Organic customer growth drives long-term profitability.
So, why isn’t customer profitability as important to you as quarterly sales goals? This is where the customer commitment falls apart, because what’s actively asked for, measured and rewarded doesn’t always line up with what’s good for customers. The easily understood and well-defined quarterly sales goals win out and stay top-of-mind.
For example: a B2B company was counting the number of customer accounts but not the flow or the quality.
The sales team was led by an ex-fighter pilot who fired up the sales force to get as many customers as they could, as fast as they could. But they weren’t keeping track of the difference in the value of business each new customer would bring. To them, one unit was one unit, so customers had become widgets. Each customer carried the same weight on the tote board used to measure success.
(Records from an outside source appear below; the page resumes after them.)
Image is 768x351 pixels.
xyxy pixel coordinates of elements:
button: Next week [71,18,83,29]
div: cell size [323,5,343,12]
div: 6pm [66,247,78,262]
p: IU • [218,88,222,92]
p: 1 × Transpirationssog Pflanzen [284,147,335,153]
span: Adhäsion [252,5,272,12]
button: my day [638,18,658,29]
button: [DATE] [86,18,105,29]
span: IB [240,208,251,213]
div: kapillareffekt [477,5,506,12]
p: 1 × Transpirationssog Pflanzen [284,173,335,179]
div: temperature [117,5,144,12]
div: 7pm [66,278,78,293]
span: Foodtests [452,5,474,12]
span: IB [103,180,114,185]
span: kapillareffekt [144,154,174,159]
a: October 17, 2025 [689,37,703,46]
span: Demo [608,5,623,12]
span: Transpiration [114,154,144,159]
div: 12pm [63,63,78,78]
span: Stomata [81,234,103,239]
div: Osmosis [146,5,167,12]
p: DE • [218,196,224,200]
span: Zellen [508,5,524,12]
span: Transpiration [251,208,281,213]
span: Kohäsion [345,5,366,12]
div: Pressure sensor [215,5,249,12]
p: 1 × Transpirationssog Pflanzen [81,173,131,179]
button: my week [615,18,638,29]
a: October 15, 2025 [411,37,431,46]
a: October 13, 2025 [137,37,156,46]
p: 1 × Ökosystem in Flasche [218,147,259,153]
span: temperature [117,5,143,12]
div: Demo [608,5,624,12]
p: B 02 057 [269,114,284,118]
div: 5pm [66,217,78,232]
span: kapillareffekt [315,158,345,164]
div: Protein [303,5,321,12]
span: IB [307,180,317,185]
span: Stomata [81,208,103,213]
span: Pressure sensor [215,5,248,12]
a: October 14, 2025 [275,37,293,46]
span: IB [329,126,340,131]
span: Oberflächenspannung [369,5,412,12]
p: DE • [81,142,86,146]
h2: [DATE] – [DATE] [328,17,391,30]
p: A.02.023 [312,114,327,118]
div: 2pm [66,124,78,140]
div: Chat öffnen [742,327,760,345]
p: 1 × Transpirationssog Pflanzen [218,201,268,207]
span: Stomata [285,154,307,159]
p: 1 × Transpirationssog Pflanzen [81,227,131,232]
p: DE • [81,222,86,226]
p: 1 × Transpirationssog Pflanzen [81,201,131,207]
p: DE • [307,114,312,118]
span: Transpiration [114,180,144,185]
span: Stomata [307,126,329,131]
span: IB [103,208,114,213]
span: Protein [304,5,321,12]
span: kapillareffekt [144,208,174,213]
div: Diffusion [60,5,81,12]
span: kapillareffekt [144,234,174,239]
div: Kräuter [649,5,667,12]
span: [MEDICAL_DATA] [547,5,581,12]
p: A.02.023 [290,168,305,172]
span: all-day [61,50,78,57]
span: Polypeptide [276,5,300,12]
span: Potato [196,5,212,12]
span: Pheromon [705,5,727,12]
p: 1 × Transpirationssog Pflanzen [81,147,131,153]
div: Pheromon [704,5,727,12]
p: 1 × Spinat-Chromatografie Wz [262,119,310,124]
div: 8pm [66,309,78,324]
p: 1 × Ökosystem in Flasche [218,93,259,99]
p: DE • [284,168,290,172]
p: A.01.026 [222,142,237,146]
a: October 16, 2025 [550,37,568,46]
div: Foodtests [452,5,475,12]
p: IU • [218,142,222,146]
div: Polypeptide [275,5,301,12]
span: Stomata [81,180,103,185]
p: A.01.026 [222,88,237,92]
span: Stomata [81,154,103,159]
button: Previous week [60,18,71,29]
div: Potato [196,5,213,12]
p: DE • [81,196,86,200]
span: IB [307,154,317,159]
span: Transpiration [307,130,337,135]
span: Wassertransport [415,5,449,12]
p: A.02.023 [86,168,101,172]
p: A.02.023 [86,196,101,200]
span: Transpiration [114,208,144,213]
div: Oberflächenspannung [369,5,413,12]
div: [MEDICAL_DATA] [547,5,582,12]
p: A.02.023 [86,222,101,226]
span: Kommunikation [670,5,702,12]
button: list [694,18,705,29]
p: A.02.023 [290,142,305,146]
The sales team exceeded their goal for new customer accounts that year, but sales became a drag on profits, which actually declined. This is because they didn’t focus on the profitability of customer accounts, just the number of them. And no one actively identified, prioritized and eliminated issues driving profitable customers out the door.
Ask about the volume and value of your incoming customers as often as you ask about sales goals.
You may find that you are tracking incoming customers across a multitude of company areas – with conflicting definitions of what it means to be a new customer.
The part that’s not likely tracked is the quality of incoming customers. This is especially important as the market becomes more saturated and new, profitable customers are harder to come by.
Have you achieved alignment in how customers are classified inside your system?
Have you actively identified, prioritized and eliminated issues driving profitable customers out the door.